Eric Clapton - Guitarist - Musician - 1975

(Credits: Far Out / Matt Gibbons)

Mon 16 February 2026 17:30, UK

‘Layla’ by Eric Clapton is many things: an ode to seventh-century Persian literature, a call to Pattie Boyd, and one of the greatest rock songs of all time. 

There are many things you can unpack within those statements. The most pertinent was obviously the fact that Clapton’s friend, George Harrison, had married Boyd in 1966, and as the friendship between the musicians deepened, so too did the Cream guitarist’s love for the woman at the centre of it all.

This story is, of course, one of the most famous in all of rock music history, so it doesn’t need rehashing for the hundredth time, but the point remains that when Clapton was told the old Arab tale of Layla and Majnun, about a girl forced to marry off to the wrong man who subsequently goes insane, it struck more than a bit of a resonant chord.

Yet in many ways, the star-crossed illustriousness of the origins of ‘Layla’ can often threaten to overshadow the real thing that it is at its core: a true example of mastery in a rock song. Between Clapton’s iconic raspy vocals to that blistering riff, it exhibited the absolute power of passion that could be poured into a track, which could never be matched.

In this sense, however, Clapton wasn’t the one you have to thank for creating that integral piece of electrocution: after all, he wanted to write ‘Layla’ as a ballad lusting after Boyd, as schmaltzy as all the rest. Instead, it was Duane Allman, of The Allman Brothers Band fame, who became the hero of the hour for penning the riff and permanently powering ‘Layla’ forever. 

Despite this, the guitarist held somewhat of a double standard. “I have regrets, obviously. Countless,” he once reflected, adding, “One of the great regrets was getting involved with George Harrison’s marriage.” Yet there’s no denying that he wouldn’t be without ‘Layla’ for all the stratospheric things it did to his career, so it was a bit of a lose-lose situation.

It meant that, practically in the same breath after saying he regretted coming between Harrison and Boyd, he was hailing that very same wedge that drove them apart. “‘Layla’ was like striking gold. There’s that thing about when you’re looking in the water and the sand, and suddenly you see the sparkle. It’s never, for me anyway, ‘Oh, people will like this’. It’s, ‘This is the mother lode here!’”

And to be fair to the man, he wasn’t far wrong. With the song already being considered as a pillar of rock and roll music only two years after its release in 1970, it didn’t take a rocket scientist to figure that this was a track that would go on to transcend the ages for the rest of time.

We’re only really half a century on from that moment, but in a lot of ways, it feels as though ‘Layla’ has existed forever. Long after Clapton’s love triangle has faded into the scores of history, the song still stands as the most striking remnant of that time: electric, fiery, and simply burning with passion.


- **ASSIGNMENT**: Each entry must be given again exactly as it appears, with images excluded.
##### INFORMATION #####
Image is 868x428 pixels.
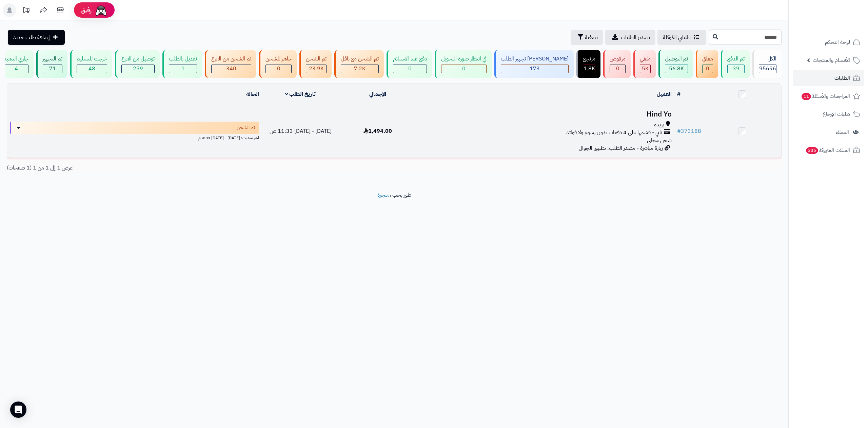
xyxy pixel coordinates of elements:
span: 0 [462,65,466,73]
a: تم الشحن مع ناقل 7.2K [333,50,385,78]
span: شحن مجاني [647,136,672,145]
div: في انتظار صورة التحويل [441,55,487,63]
div: [PERSON_NAME] تجهيز الطلب [501,55,569,63]
span: الطلبات [834,73,850,83]
a: توصيل من الفرع 259 [113,50,161,78]
a: تاريخ الطلب [285,90,316,98]
div: تم التوصيل [665,55,688,63]
div: جاري التنفيذ [4,55,29,63]
span: 1.8K [584,65,595,73]
span: 336 [806,147,819,154]
a: الإجمالي [369,90,386,98]
span: السلات المتروكة [805,145,850,155]
div: Open Intercom Messenger [10,401,26,418]
div: تم الدفع [728,55,744,63]
a: إضافة طلب جديد [8,30,65,45]
span: 0 [706,65,709,73]
span: تابي - قسّمها على 4 دفعات بدون رسوم ولا فوائد [566,129,662,137]
span: 4 [14,65,18,73]
span: # [677,127,681,135]
a: معلق 0 [694,50,720,78]
div: دفع عند الاستلام [393,55,427,63]
div: 0 [703,65,712,73]
a: المراجعات والأسئلة11 [793,88,864,104]
span: زيارة مباشرة - مصدر الطلب: تطبيق الجوال [579,144,663,152]
span: 1,494.00 [364,127,392,135]
div: مرفوض [610,55,625,63]
span: 71 [49,65,56,73]
a: الحالة [247,90,259,98]
span: المراجعات والأسئلة [801,91,850,101]
span: طلبات الإرجاع [823,109,850,119]
div: مرتجع [583,55,595,63]
a: [PERSON_NAME] تجهيز الطلب 173 [493,50,575,78]
a: السلات المتروكة336 [793,142,864,158]
div: الكل [759,55,776,63]
a: تحديثات المنصة [18,3,35,18]
a: تم الشحن 23.9K [298,50,333,78]
span: 48 [89,65,95,73]
span: 95696 [760,65,776,73]
span: تم الشحن [237,125,255,131]
span: 0 [277,65,281,73]
div: 1820 [583,65,595,73]
a: مرفوض 0 [602,50,632,78]
span: 5K [642,65,649,73]
a: طلباتي المُوكلة [657,30,706,45]
span: 173 [530,65,540,73]
a: العملاء [793,124,864,141]
a: العميل [657,90,672,98]
div: تعديل بالطلب [169,55,197,63]
div: تم الشحن مع ناقل [341,55,379,63]
span: طلباتي المُوكلة [663,34,691,42]
a: طلبات الإرجاع [793,106,864,122]
span: 1 [181,65,185,73]
div: 48 [77,65,107,73]
span: 340 [227,65,236,73]
a: الطلبات [793,70,864,86]
img: logo-2.png [822,18,862,33]
div: 39 [728,65,744,73]
div: 173 [501,65,568,73]
span: تصدير الطلبات [621,34,650,42]
span: الأقسام والمنتجات [813,55,850,65]
div: تم التجهيز [43,55,62,63]
span: 0 [616,65,620,73]
a: تم الشحن من الفرع 340 [203,50,258,78]
h3: Hind Yo [419,110,672,118]
div: 259 [122,65,154,73]
div: خرجت للتسليم [77,55,107,63]
div: 340 [211,65,251,73]
img: ai-face.png [94,3,108,17]
a: تم التوصيل 56.8K [657,50,694,78]
span: العملاء [836,127,849,137]
a: تصدير الطلبات [606,30,656,45]
div: 4987 [640,65,650,73]
div: تم الشحن من الفرع [211,55,251,63]
span: 259 [133,65,143,73]
a: الكل95696 [751,50,783,78]
div: جاهز للشحن [266,55,292,63]
span: 11 [802,93,811,100]
span: لوحة التحكم [825,38,850,47]
div: 1 [169,65,197,73]
a: تعديل بالطلب 1 [161,50,203,78]
div: 23915 [306,65,326,73]
a: دفع عند الاستلام 0 [385,50,433,78]
span: 0 [408,65,412,73]
span: رفيق [81,6,92,14]
div: ملغي [640,55,651,63]
div: تم الشحن [306,55,326,63]
a: مرتجع 1.8K [575,50,602,78]
div: 0 [266,65,291,73]
span: بريدة [654,121,665,129]
span: 23.9K [309,65,324,73]
a: # [677,90,681,98]
div: 0 [393,65,427,73]
a: متجرة [377,191,389,199]
a: جاهز للشحن 0 [258,50,298,78]
div: 7223 [341,65,378,73]
span: تصفية [585,34,598,42]
div: اخر تحديث: [DATE] - [DATE] 4:03 م [10,133,259,141]
div: توصيل من الفرع [121,55,155,63]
#####
- **WRITTEN SOLUTION**:
Image is 868x428 pixels.
xyxy pixel coordinates of elements:
span: 0 [462,65,466,73]
a: تم الشحن مع ناقل 7.2K [333,50,385,78]
span: شحن مجاني [647,136,672,145]
div: في انتظار صورة التحويل [441,55,487,63]
div: [PERSON_NAME] تجهيز الطلب [501,55,569,63]
span: الطلبات [834,73,850,83]
a: توصيل من الفرع 259 [113,50,161,78]
a: تاريخ الطلب [285,90,316,98]
div: تم التوصيل [665,55,688,63]
div: جاري التنفيذ [4,55,29,63]
span: 1.8K [584,65,595,73]
span: 336 [806,147,819,154]
a: الإجمالي [369,90,386,98]
span: السلات المتروكة [805,145,850,155]
div: Open Intercom Messenger [10,401,26,418]
div: تم الدفع [728,55,744,63]
a: إضافة طلب جديد [8,30,65,45]
span: 0 [706,65,709,73]
span: تابي - قسّمها على 4 دفعات بدون رسوم ولا فوائد [566,129,662,137]
span: 4 [14,65,18,73]
span: # [677,127,681,135]
a: معلق 0 [694,50,720,78]
div: دفع عند الاستلام [393,55,427,63]
div: 0 [703,65,712,73]
a: المراجعات والأسئلة11 [793,88,864,104]
span: زيارة مباشرة - مصدر الطلب: تطبيق الجوال [579,144,663,152]
span: 1,494.00 [364,127,392,135]
div: مرفوض [610,55,625,63]
span: 71 [49,65,56,73]
a: الحالة [247,90,259,98]
span: المراجعات والأسئلة [801,91,850,101]
span: طلبات الإرجاع [823,109,850,119]
div: مرتجع [583,55,595,63]
a: [PERSON_NAME] تجهيز الطلب 173 [493,50,575,78]
a: السلات المتروكة336 [793,142,864,158]
div: الكل [759,55,776,63]
a: تحديثات المنصة [18,3,35,18]
a: تم الشحن 23.9K [298,50,333,78]
span: 48 [89,65,95,73]
span: 95696 [760,65,776,73]
span: تم الشحن [237,125,255,131]
span: 0 [277,65,281,73]
div: 1820 [583,65,595,73]
a: مرفوض 0 [602,50,632,78]
span: 5K [642,65,649,73]
a: طلباتي المُوكلة [657,30,706,45]
span: 173 [530,65,540,73]
a: العملاء [793,124,864,141]
a: العميل [657,90,672,98]
div: تعديل بالطلب [169,55,197,63]
div: تم الشحن مع ناقل [341,55,379,63]
span: طلباتي المُوكلة [663,34,691,42]
a: طلبات الإرجاع [793,106,864,122]
span: 1 [181,65,185,73]
div: 48 [77,65,107,73]
span: 340 [227,65,236,73]
a: الطلبات [793,70,864,86]
img: logo-2.png [822,18,862,33]
div: 39 [728,65,744,73]
div: 173 [501,65,568,73]
span: تصدير الطلبات [621,34,650,42]
span: الأقسام والمنتجات [813,55,850,65]
div: تم التجهيز [43,55,62,63]
span: 0 [616,65,620,73]
a: تم الشحن من الفرع 340 [203,50,258,78]
h3: Hind Yo [419,110,672,118]
div: 259 [122,65,154,73]
div: خرجت للتسليم [77,55,107,63]
div: 340 [211,65,251,73]
img: ai-face.png [94,3,108,17]
a: تم التوصيل 56.8K [657,50,694,78]
span: العملاء [836,127,849,137]
a: تصدير الطلبات [606,30,656,45]
div: 4987 [640,65,650,73]
div: تم الشحن من الفرع [211,55,251,63]
span: 259 [133,65,143,73]
a: الكل95696 [751,50,783,78]
div: جاهز للشحن [266,55,292,63]
span: 11 [802,93,811,100]
span: لوحة التحكم [825,38,850,47]
div: 1 [169,65,197,73]
a: تعديل بالطلب 1 [161,50,203,78]
div: 23915 [306,65,326,73]
a: دفع عند الاستلام 0 [385,50,433,78]
span: 0 [408,65,412,73]
span: رفيق [81,6,92,14]
div: ملغي [640,55,651,63]
div: تم الشحن [306,55,326,63]
a: مرتجع 1.8K [575,50,602,78]
div: 0 [266,65,291,73]
span: بريدة [654,121,665,129]
span: 23.9K [309,65,324,73]
a: # [677,90,681,98]
div: 0 [393,65,427,73]
a: متجرة [377,191,389,199]
a: جاهز للشحن 0 [258,50,298,78]
div: 7223 [341,65,378,73]
span: تصفية [585,34,598,42]
div: اخر تحديث: [DATE] - [DATE] 4:03 م [10,133,259,141]
div: توصيل من الفرع [121,55,155,63]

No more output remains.